Since some programs, especially those that use the RPC facility, tend to use
high-numbered UDP ports and to change them when the application is restarted,
you’ll also want to compare your baseline to a list of known applications and
ports to differentiate false alarms from real ones. The netstat tool included
with nearly all UNIX systems is useful for this. Here’s sample output from the
10.0.0.1 machine we scanned earlier (some extraneous columns of data have been
removed for formatting purposes):
| $ |
netstat
-a |
|
|
| |
|
|
|
| |
UDP |
|
|
| |
Local Address |
Remote Address |
|
| |
--------------- |
---------------- |
|
| |
|
|
|
| |
TCP |
|
|
| |
Local Address |
Remote Address
|
State |
| |
--------------- |
---------------- |
------- |
| |
|
*.22 |
*.* |
LISTEN |
| |
|
*.443 |
*.* |
LISTEN |
| |
|
*.80 |
*.* |
LISTEN |
Since netstat’s output shows the same three open ports, we’re assured of the
accuracy of our nmap scan. Netstat will also show you any open network connections.
For instance, here’s evidence of an established Secure Shell connection (again,
some extraneous columns of data have been removed for formatting purposes):
| |
TCP |
|
|
|
| |
Local Address |
Remote Address
|
State |
| |
--------------- |
---------------- |
------- |
| |
|
| |
10.0.0.1.2 |
10.0.0.2.1075 |
ESTABLISHED |
Netstat’s output should be checked during your first scan, to ensure that your
baseline isn’t already corrupted. Nmap, along with a few extra tools to parse
its output, can be used to as a simple yet effective network integrity checker.

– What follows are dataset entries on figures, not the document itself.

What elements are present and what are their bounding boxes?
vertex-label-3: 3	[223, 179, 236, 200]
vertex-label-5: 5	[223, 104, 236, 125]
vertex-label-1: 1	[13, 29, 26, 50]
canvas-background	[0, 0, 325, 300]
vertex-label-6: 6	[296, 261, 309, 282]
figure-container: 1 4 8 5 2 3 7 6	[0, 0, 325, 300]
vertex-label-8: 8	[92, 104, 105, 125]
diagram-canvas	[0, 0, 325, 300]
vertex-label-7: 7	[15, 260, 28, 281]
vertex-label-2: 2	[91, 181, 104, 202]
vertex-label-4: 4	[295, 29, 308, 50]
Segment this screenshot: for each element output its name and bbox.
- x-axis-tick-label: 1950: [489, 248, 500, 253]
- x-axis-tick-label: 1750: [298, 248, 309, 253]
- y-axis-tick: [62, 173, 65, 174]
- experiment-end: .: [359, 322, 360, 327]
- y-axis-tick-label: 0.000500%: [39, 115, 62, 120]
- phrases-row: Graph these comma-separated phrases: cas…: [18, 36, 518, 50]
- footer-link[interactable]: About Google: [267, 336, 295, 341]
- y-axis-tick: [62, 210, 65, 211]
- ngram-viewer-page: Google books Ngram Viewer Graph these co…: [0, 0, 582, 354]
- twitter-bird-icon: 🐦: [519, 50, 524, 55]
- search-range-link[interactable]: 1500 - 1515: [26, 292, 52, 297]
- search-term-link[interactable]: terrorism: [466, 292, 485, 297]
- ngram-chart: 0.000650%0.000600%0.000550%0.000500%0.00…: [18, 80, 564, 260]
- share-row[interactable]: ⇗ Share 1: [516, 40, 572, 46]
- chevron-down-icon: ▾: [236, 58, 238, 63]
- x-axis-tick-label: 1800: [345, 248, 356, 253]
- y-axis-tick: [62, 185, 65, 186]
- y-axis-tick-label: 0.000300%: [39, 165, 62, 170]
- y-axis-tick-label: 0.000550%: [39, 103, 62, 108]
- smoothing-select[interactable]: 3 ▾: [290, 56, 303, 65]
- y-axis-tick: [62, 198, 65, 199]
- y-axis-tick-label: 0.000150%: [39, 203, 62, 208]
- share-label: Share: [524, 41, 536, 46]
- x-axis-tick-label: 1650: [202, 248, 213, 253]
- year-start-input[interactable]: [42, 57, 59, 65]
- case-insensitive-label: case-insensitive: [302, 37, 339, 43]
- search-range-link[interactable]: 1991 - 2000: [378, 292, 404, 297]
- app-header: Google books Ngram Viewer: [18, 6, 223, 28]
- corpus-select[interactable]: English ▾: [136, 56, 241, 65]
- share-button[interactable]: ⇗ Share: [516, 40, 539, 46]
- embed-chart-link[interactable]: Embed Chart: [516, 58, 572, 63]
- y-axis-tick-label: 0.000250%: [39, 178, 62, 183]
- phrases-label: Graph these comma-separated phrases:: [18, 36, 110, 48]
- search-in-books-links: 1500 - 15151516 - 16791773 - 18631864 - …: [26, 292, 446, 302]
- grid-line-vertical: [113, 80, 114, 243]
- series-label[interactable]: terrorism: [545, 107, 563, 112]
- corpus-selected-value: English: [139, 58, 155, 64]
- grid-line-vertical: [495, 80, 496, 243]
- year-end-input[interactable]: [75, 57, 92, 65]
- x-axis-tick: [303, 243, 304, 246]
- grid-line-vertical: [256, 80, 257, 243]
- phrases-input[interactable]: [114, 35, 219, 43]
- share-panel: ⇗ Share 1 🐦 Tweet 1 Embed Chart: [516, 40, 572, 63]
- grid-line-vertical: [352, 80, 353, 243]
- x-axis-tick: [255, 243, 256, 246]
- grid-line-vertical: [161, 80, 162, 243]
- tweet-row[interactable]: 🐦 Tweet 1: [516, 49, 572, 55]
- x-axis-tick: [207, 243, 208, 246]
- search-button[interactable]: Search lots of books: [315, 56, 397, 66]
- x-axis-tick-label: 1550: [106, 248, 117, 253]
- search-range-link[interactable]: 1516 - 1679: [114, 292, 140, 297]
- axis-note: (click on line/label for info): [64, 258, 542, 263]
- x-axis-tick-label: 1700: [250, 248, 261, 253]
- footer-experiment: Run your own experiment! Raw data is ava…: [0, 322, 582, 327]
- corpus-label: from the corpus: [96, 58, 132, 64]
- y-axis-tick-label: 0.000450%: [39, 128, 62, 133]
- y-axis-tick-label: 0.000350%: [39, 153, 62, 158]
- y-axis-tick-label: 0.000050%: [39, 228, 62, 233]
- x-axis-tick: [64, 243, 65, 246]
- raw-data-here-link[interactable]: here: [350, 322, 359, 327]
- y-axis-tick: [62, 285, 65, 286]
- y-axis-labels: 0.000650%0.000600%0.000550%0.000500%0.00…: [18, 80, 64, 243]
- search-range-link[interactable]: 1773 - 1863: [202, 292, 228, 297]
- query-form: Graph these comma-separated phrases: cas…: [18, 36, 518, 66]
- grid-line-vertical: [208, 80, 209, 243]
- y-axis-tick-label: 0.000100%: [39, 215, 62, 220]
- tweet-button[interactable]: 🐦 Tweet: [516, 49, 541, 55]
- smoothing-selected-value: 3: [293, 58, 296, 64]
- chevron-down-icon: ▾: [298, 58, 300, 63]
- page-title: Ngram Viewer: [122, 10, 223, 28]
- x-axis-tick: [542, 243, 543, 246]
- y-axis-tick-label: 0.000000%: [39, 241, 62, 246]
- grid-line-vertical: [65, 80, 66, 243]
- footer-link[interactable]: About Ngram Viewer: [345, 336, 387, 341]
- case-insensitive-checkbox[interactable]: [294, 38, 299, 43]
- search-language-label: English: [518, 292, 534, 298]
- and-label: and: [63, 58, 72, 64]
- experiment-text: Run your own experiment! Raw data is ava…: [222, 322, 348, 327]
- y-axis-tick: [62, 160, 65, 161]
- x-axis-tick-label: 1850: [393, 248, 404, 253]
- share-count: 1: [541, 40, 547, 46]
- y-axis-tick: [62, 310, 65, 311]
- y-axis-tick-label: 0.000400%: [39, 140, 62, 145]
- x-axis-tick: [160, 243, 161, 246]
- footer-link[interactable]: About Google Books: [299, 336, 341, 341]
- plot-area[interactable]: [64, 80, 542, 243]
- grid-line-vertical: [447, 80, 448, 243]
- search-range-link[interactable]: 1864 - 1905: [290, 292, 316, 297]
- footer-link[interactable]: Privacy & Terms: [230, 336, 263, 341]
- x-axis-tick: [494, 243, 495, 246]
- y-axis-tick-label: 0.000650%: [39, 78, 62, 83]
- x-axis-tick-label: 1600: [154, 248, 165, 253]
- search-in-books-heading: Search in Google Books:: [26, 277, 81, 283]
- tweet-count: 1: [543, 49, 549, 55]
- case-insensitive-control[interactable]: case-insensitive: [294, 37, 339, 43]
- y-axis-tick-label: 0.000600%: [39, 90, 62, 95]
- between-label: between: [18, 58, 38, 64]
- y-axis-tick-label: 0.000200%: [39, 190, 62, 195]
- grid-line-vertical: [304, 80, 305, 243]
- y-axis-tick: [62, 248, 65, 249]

While not as proactive as a full-fledged intrusion detection system—nmap scans
can only alert you after something unwonted has occurred—this model serves a
different purpose in any case. A NIDS detects attempted intrusions as they occur,
in real time, but often generating multiple false alarms. However, a NIDS is
only as good as its database of attack signatures. If an intrusion does occur
despite the best efforts of the NIDS, monitoring of individual hosts is the
next line of defense. Periodic nmap scans, like Tripwire and other file integrity
checkers, are a key component of any well-rounded security infrastructure.
Simple, Yet Effective
Nmap, along with a few extra tools to parse its output, can be used
to as a simple yet effective network integrity checker. While not as proactive
as a full-fledged intrusion detection system—nmap scans can only alert you after
something unwonted has occurred—this model serves a different purpose in any
case. A NIDS detects attempted intrusions as they occur, in real time, but often
generating multiple false alarms. However, a NIDS is only as good as its database
of attack signatures. If an intrusion does occur despite the best efforts of
the NIDS, monitoring of individual hosts is the next line of defense. Periodic
nmap scans, like Tripwire and other file integrity checkers, are a key component
of any well-rounded security infrastructure.